When Should Aggressive Behaviour Trigger a Health and Safety Risk Assessment?

Children in early childhood education are still learning how to regulate their emotions and communicate their needs. It is not unusual for young children to occasionally hit, bite, kick, or throw objects when they are frustrated or overwhelmed.

However, there comes a point where aggressive behaviour moves beyond a behavioural or educational concern and becomes a workplace health and safety risk.

Knowing when to complete a formal health and safety risk assessment helps protect educators, support children, and ensure centres are meeting their legal duties under the Health and Safety at Work Act 2015.

Behaviour vs Health and Safety Risk

Not every instance of challenging behaviour requires a formal risk assessment. Occasional, low-level incidents that are well managed through normal supervision and behaviour guidance strategies are typically addressed within day-to-day practice.

However, a health and safety risk assessment should be considered when:

  • The behaviour poses a foreseeable risk of injury.

  • The behaviour is repeated or escalating.

  • Existing strategies are not effectively controlling the risk.

  • Multiple staff members are affected.

  • Other children are being placed at risk.

  • The behaviour is impacting staff wellbeing or confidence.

The key question is not “Is this behaviour normal?” but rather “Is anyone being harmed or at risk of harm, and are our current controls enough?”

Clear Triggers for a Risk Assessment

A formal risk assessment should be completed when one or more of the following occurs:

1. Physical Harm Has Occurred

If a child’s behaviour has resulted in injury (to staff or other children), even if minor, this should trigger a review of risk controls.

Examples include:

  • Bites that break skin.

  • Repeated scratching or hitting.

  • Headbutting or kicking incidents.

  • Objects being thrown causing injury.

2. Near Misses Are Increasing

Near misses are often early warning signs of a serious incident.

Examples:

  • Staff narrowly avoiding being hit.

  • Other children having to be moved frequently for safety.

  • Incidents occurring more frequently over time.

3. Behaviour Is Escalating in Frequency or Severity

A pattern of increasing intensity or frequency indicates that current strategies may not be effective.

For example:

  • Occasional hitting becomes daily incidents.

  • Verbal frustration escalates into physical aggression.

  • Longer or more intense episodes over time.

4. Multiple Staff Are Unable to Manage the Risk Alone

If safe supervision requires more than one staff member consistently, or if staff are regularly being taken away from other duties, the risk level may be too high for current controls.

5. Current Strategies Are Not Working

If behaviour support plans, environmental changes, or supervision strategies are not reducing incidents, a structured review is required.

6. Staff Feel Unsafe or Lack Confidence

Perception of risk is an important factor in health and safety.

If educators feel unsafe, unsupported, or unsure how to respond, this should be treated as a legitimate safety concern.

What a Risk Assessment Should Include

A proper risk assessment should be practical, not bureaucratic. It should focus on understanding the situation and improving controls.

Key elements include:

Identify the Hazard

The behaviour itself and the context in which it occurs.

Describe the Risk

What could happen? Who could be harmed? How serious could it be?

Identify Patterns

  • When does the behaviour occur?

  • Are there triggers?

  • Are specific environments involved?

Evaluate Current Controls

  • Supervision levels.

  • Behaviour guidance strategies.

  • Environmental design.

  • Staffing arrangements.

Determine Additional Controls

Examples include:

  • Adjusting routines.

  • Increasing supervision during high-risk times.

  • Creating safer spaces for de-escalation.

  • Seeking external specialist support.

  • Reviewing staffing ratios during peak risk periods.

Documentation Matters

Recording incidents consistently helps identify trends and supports decision-making. Good documentation should be factual and include:

  • What happened.

  • When and where it occurred.

  • What was happening before the incident.

  • How staff responded.

  • What the outcome was.

This information becomes essential when deciding whether risk controls need to change.

The Goal Is Prevention, Not Punishment

A health and safety risk assessment is not about labelling children or assigning blame. It is about understanding risk and creating safer environments for everyone involved.

Children benefit when risks are identified early, because it allows educators to respond more effectively and consistently.

Aggressive behaviour should trigger a health and safety risk assessment when it moves beyond isolated incidents and begins to create ongoing risk to people in the environment.

The earlier risks are identified, the easier they are to manage. Waiting until a serious injury occurs is never the best option.

Supporting Safer Early Childhood Environments

At On To It Health and Safety, we help early childhood centres identify practical risks and implement realistic controls that work in everyday environments. From behaviour-related risk assessments to staff training and incident reviews, we support centres in building safer, more confident teams.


▸ **ACTIVITY**
Below are records to write out exactly; drop the pictures when you do.
EXERCISE INPUTS section start
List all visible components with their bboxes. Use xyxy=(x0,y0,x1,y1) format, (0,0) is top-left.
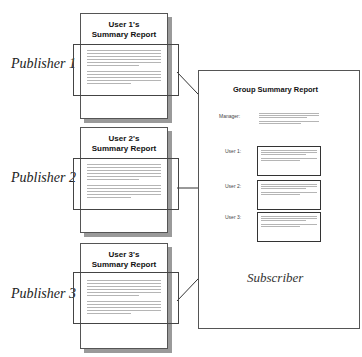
publisher-2-label: Publisher 2 xyxy=(11,170,76,186)
subscriber-user-2-box xyxy=(257,180,321,210)
doc-title-line2: Summary Report xyxy=(81,260,167,270)
row-label-user-2: User 2: xyxy=(225,183,241,189)
doc-title-line2: Summary Report xyxy=(81,144,167,154)
subscriber-document: Group Summary Report Manager: User 1: Us… xyxy=(198,70,360,329)
publisher-1-label: Publisher 1 xyxy=(11,56,76,72)
subscriber-label: Subscriber xyxy=(247,270,303,286)
publisher-3-selection xyxy=(73,272,179,324)
doc-title-line1: User 3's xyxy=(81,250,167,260)
publisher-3-label: Publisher 3 xyxy=(11,286,76,302)
doc-title-line1: User 1's xyxy=(81,20,167,30)
publisher-2-selection xyxy=(73,158,179,210)
subscriber-doc-title: Group Summary Report xyxy=(233,85,318,94)
publisher-2-doc-title: User 2's Summary Report xyxy=(81,134,167,154)
row-label-user-3: User 3: xyxy=(225,214,241,220)
subscriber-user-1-box xyxy=(257,146,321,176)
publisher-3-doc-title: User 3's Summary Report xyxy=(81,250,167,270)
subscriber-user-3-box xyxy=(257,212,321,242)
manager-text xyxy=(259,113,319,125)
publisher-1-doc-title: User 1's Summary Report xyxy=(81,20,167,40)
doc-title-line1: User 2's xyxy=(81,134,167,144)
row-label-manager: Manager: xyxy=(219,113,240,119)
publisher-1-selection xyxy=(73,44,179,96)
row-label-user-1: User 1: xyxy=(225,148,241,154)
doc-title-line2: Summary Report xyxy=(81,30,167,40)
EXERCISE INPUTS section end
▸ **EXERCISE RESPONSE**
List all visible components with their bboxes. Use xyxy=(x0,y0,x1,y1) format, (0,0) is top-left.
publisher-2-label: Publisher 2 xyxy=(11,170,76,186)
subscriber-user-2-box xyxy=(257,180,321,210)
doc-title-line2: Summary Report xyxy=(81,260,167,270)
row-label-user-2: User 2: xyxy=(225,183,241,189)
doc-title-line2: Summary Report xyxy=(81,144,167,154)
subscriber-document: Group Summary Report Manager: User 1: Us… xyxy=(198,70,360,329)
publisher-1-label: Publisher 1 xyxy=(11,56,76,72)
subscriber-label: Subscriber xyxy=(247,270,303,286)
publisher-3-selection xyxy=(73,272,179,324)
doc-title-line1: User 3's xyxy=(81,250,167,260)
publisher-3-label: Publisher 3 xyxy=(11,286,76,302)
doc-title-line1: User 1's xyxy=(81,20,167,30)
publisher-2-selection xyxy=(73,158,179,210)
subscriber-doc-title: Group Summary Report xyxy=(233,85,318,94)
publisher-2-doc-title: User 2's Summary Report xyxy=(81,134,167,154)
row-label-user-3: User 3: xyxy=(225,214,241,220)
subscriber-user-1-box xyxy=(257,146,321,176)
publisher-3-doc-title: User 3's Summary Report xyxy=(81,250,167,270)
subscriber-user-3-box xyxy=(257,212,321,242)
manager-text xyxy=(259,113,319,125)
publisher-1-doc-title: User 1's Summary Report xyxy=(81,20,167,40)
doc-title-line1: User 2's xyxy=(81,134,167,144)
row-label-manager: Manager: xyxy=(219,113,240,119)
publisher-1-selection xyxy=(73,44,179,96)
row-label-user-1: User 1: xyxy=(225,148,241,154)
doc-title-line2: Summary Report xyxy=(81,30,167,40)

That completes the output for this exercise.